Newspaper columns have been viciously critical of the new president, going out of their way to represent him as a dangerous break with the past.  The result – despite his disdain for the press    is  that  he  seems  to have  decided  not  to  break with the past. In  that  sense,  the  media are winning: their incessant criticism  is  turning  Trump into a president who – certainly  in  the  area  of  foreign  affairs    pursues  far more    conventional    policies than expected. Policies, in other words, with which  many media  commentators are comfortable, even if their tribal dislike of Trump means  they  are  reluctant  to admit it.

For example, both Trump’s national security advisor H R McMaster and defence   secretary James Mattis are more conventional in their approach to Nato, Afghanistan- Pakistan and the Middle East than Donald Rumsfeld was 16 years ago. Mattis, for example, wants to persuade the Taliban to surrender their weapons    and    behave as good citizens.  This gravely misunderstands  the  jihadist psyche,  but  the  Washington  establishment  is  comfortable  with  delusions  of “de-radicalisation”.

As for McMaster, after more than a decade of steadily de-hyphenating India from   Pakistan, he has pushed US policy back to the Bill Clinton era by flying into Delhi   directly from Islamabad with a roomful of suggestions for better relations between the two neighbours, one of which was born as a consequence of hatred of the other.   This   has   kindled Indian anxiety about future Arabia, Turkey and other backers of Wahabbism. It is extraordinary   that   Whitehall  does  not  ask  itself  why Christians, Druze, Shia and even  moderate  Sunnis  flee from  zones  taken  over  by Western allies; perhaps it is the  threat  of  being  beheaded by these “moderates”.
"Newspaper columns
have been viciously
critical of the new
president, going
out of their way to
represent him as a
dangerous break
with the past.

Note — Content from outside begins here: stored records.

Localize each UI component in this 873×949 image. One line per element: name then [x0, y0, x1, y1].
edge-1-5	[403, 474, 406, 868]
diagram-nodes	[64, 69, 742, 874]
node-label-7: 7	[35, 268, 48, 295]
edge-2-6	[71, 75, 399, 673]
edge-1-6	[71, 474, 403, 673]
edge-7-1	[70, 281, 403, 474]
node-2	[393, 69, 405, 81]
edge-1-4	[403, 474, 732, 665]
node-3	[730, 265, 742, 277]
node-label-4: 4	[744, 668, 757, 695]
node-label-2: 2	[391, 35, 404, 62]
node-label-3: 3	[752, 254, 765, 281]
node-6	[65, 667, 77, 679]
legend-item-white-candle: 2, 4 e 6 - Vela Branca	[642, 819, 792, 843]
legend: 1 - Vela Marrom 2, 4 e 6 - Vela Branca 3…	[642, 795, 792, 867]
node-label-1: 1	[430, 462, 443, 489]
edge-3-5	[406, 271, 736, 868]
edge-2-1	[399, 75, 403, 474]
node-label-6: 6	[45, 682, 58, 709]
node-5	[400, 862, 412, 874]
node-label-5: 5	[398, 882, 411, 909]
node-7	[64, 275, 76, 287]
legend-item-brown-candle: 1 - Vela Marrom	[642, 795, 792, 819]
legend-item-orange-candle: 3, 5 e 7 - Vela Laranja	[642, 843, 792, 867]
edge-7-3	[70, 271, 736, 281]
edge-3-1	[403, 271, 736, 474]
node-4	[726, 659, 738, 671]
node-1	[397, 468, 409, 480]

The
result – despite his
disdain for the press
– is that he seems to
have decided not to
break with the past."
In  short,  if  the  media war   on   Trump   was   designed  to  ensure  that  he would  revert  to  the  Clinton-Bush policy course and abandon  the  unorthodoxy promised  on  the  campaign trail,  it  is  succeeding.  Bear in mind, too, that members of  Trump’s  inner  circle  are above all determine to save him  from  future  impeachment     and     prosecution: they  apparently  think  that embracing   familiar   policies  will  help  achieve  that  result. They are wrong. The more President     Trump moves away from Candidate Trump – who pushed aside more than a dozen Republican worthies in his fight for the nomination – the faster his approval rating  will  fall to  the  low  20s,  a  level  at which  it  will  be  safe  to  call for   his   impeachment   or worse. All that is preventing such a descent are the flashes of the real Trump occasionally visible from the White House, the most important of which is the greater freedom he has given to the military to meet its objectives.

Unlike  the  closet  pacifist Barack Obama, Donald Trump  has  deferred  to  the generals,  so  much  so  that there is finally a chance that the kinetic   force   needed to ensure  the  safety  of  the US, Japan and South Korea from  Pyongyang  will  actually be unleashed. However, to ensure victory in Korea, Trump will need the neutrality of Russia and the participation of Taiwan. Recent policy reversals make both those things unlikely. Unless,  that  is,  Trump becomes  Trump  and  places his stamp  over  policy  the way  that  FDR  or  Lincoln did.   In   their   desperation to “save” the president, his intimates are creating the conditions for his downfall, by diluting him with liberal doses of Clinton and Bush. After his first 100 days of waffling, it is time for the real Donald Trump to stand up. A good first step would be make sure that his administration understands that we are now living in the Indo-Pacific    century, and that the foundations of American policy no longer lie  on  the  other  side  of  the Atlantic.